Hi Hans:
On Mon, Jun 27, 2011 at 5:07 PM, der.hans <
PLUGd@lufthans.com> wrote:
> moin moin,
>
> I've got a machine experiencing a lot of IO wait.
>
> We had power at a datacenter go down last week. Since then IO wait has
> been over 35%. At first we thought it was due to 3ware RAID verify taking
> place due to the crash. That took a few days, then the weekly verify
> started. We stopped that and IO wait stayed high. 8 disks in a RAID 10.
>
> Load avg is also very high, presumably due to the IO wait.
>
> smartctl short tests didn't turn up any issues.
>
> We're not swapping at all.
>
> Disk read and write are fairly low.
>
> Network traffic is down as is the total number of process and the number
> of running processes. No evidence of network errors on the box or at the
> switch.
>
> Not much going on in the logs. We've stopped several reporting processes
> in order to reduce disk access.
>
> On the positive side, entropy has been staying high :).
>
> IO wait is not explicitly disk? It could be network, serial, USB, etc.?
>
> How do I determine what resource is causing the IO wait? Is there a way to
> track to a specific process?
>
> vmstat, iostat, top and lots of other tools have been great at showing
> that there's overall IO wait ( I've been able to show that almost all
> processors have high wait, one was only at 5% ), but I haven't yet
> determined what and how.
What version is your 3ware firmware? That's fairly important, you realize?
> The server is running CentOS in case that matters.
Please see this link related to known kernel bug in rhel kernel for
3ware products:
https://bugzilla.redhat.com/show_bug.cgi?id=121434
It also discusses troubleshooting commands to verify, some kernel proc
tuning and resolutions that worked for some.
I don't see where your kernel or distro version is listed? CentOs in
a 2.4 kernel? CentOs 5.6?
There are many suggestions that will give you a place to start:
For instance, try reducing the queue depth of the 3Ware driver:
can_queue from 254 to 30
command_per_lun from 254 to 4
There is a good deal of material in this post that will give you some
ideas on how to do high performance kernel tuning and troubleshooting.
But first, I would search using your firmware version and kernel
version/distro to get all the known issues in preparation for
UPGRADING. You certainly can't expect CURRENT performance without
kernel sources?
> ciao,
>
> der.hans
> --
> # http://www.LuftHans.com/ http://www.LuftHans.com/Classes/
> # Hope has two beautiful daughters: Anger and Courage. Anger at the way
> # things are, and Courage to struggle to create things as they should be.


Work order
Using the data below, gather each line that includes the word "dvec".

Start of Data for analysis

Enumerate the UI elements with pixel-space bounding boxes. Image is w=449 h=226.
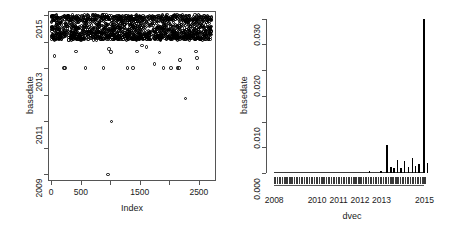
scatter-point: [63, 66, 66, 69]
rug-tick: [388, 177, 390, 184]
rug-tick: [291, 177, 293, 184]
right-x-axis-line: [274, 185, 424, 186]
rug-tick: [378, 177, 380, 184]
rug-tick: [299, 177, 301, 184]
left-y-tick: [44, 15, 48, 16]
scatter-point: [113, 27, 116, 30]
rug-tick: [314, 177, 316, 184]
left-y-tick: [44, 148, 48, 149]
density-spike: [380, 171, 381, 173]
rug-tick: [338, 177, 340, 184]
scatter-point: [54, 18, 57, 21]
left-y-tick: [44, 42, 48, 43]
scatter-point: [169, 66, 172, 69]
scatter-point: [50, 15, 53, 18]
scatter-point: [135, 50, 138, 53]
rug-tick: [301, 177, 303, 184]
right-plot-panel: basedate dvec 0.0000.0100.0200.030 20082…: [225, 0, 449, 226]
rug-tick: [328, 177, 330, 184]
left-x-axis-label: Index: [92, 203, 172, 213]
right-y-tick: [262, 19, 266, 20]
rug-tick: [380, 177, 382, 184]
right-y-tick: [262, 173, 266, 174]
scatter-point: [109, 50, 112, 53]
scatter-point: [198, 31, 201, 34]
left-y-tick: [44, 121, 48, 122]
rug-tick: [390, 177, 392, 184]
scatter-point: [96, 26, 99, 29]
scatter-point: [178, 58, 181, 61]
rug-tick: [343, 177, 345, 184]
scatter-point: [154, 33, 157, 36]
scatter-point: [75, 17, 78, 20]
density-spike: [427, 163, 428, 173]
rug-tick: [415, 177, 417, 184]
scatter-point: [74, 50, 77, 53]
right-x-tick-label: 2013: [362, 195, 402, 205]
scatter-point: [152, 28, 155, 31]
scatter-point: [200, 18, 203, 21]
rug-tick: [309, 177, 311, 184]
scatter-point: [106, 173, 109, 176]
density-spike: [369, 171, 370, 173]
rug-tick: [370, 177, 372, 184]
rug-tick: [277, 177, 279, 184]
right-y-tick: [262, 44, 266, 45]
scatter-point: [126, 66, 129, 69]
scatter-point: [207, 37, 210, 40]
left-y-tick: [44, 68, 48, 69]
rug-tick: [392, 177, 394, 184]
scatter-point: [110, 120, 113, 123]
right-y-tick-label: 0.030: [252, 18, 262, 52]
rug-tick: [375, 177, 377, 184]
scatter-point: [176, 25, 179, 28]
left-x-tick: [51, 181, 52, 185]
left-x-tick-label: 2500: [179, 187, 219, 197]
scatter-point: [62, 26, 65, 29]
scatter-point: [91, 36, 94, 39]
scatter-point: [152, 37, 155, 40]
right-y-tick: [262, 70, 266, 71]
left-x-tick: [81, 181, 82, 185]
density-spike: [393, 168, 394, 173]
scatter-point: [194, 50, 197, 53]
rug-tick: [284, 177, 286, 184]
scatter-point: [138, 24, 141, 27]
left-y-tick-label: 2013: [34, 67, 44, 97]
rug-tick: [296, 177, 298, 184]
left-y-tick-label: 2011: [34, 120, 44, 150]
right-y-tick: [262, 122, 266, 123]
left-x-tick-label: 1500: [120, 187, 160, 197]
scatter-point: [191, 30, 194, 33]
scatter-point: [94, 14, 97, 17]
rug-tick: [417, 177, 419, 184]
rug-tick: [365, 177, 367, 184]
rug-tick: [402, 177, 404, 184]
density-spike: [400, 168, 401, 173]
scatter-point: [149, 23, 152, 26]
rug-tick: [333, 177, 335, 184]
scatter-point: [75, 28, 78, 31]
scatter-point: [195, 36, 198, 39]
right-y-axis-label: basedate: [239, 65, 249, 125]
scatter-point: [165, 29, 168, 32]
scatter-point: [163, 37, 166, 40]
scatter-point: [63, 32, 66, 35]
density-spike: [404, 161, 405, 173]
right-x-axis-label: dvec: [312, 211, 392, 221]
rug-tick: [306, 177, 308, 184]
right-y-tick-label: 0.010: [252, 121, 262, 155]
scatter-point: [90, 32, 93, 35]
density-spike: [386, 145, 387, 173]
scatter-point: [140, 44, 143, 47]
scatter-point: [63, 18, 66, 21]
rug-tick: [321, 177, 323, 184]
scatter-point: [191, 18, 194, 21]
scatter-point: [137, 16, 140, 19]
rug-tick: [323, 177, 325, 184]
scatter-point: [176, 35, 179, 38]
scatter-point: [155, 15, 158, 18]
rug-tick: [346, 177, 348, 184]
scatter-point: [168, 23, 171, 26]
density-baseline: [274, 172, 424, 173]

End of Data for analysis

The completed task
right-plot-panel: basedate dvec 0.0000.0100.0200.030 20082…: [225, 0, 449, 226]
right-x-axis-label: dvec: [312, 211, 392, 221]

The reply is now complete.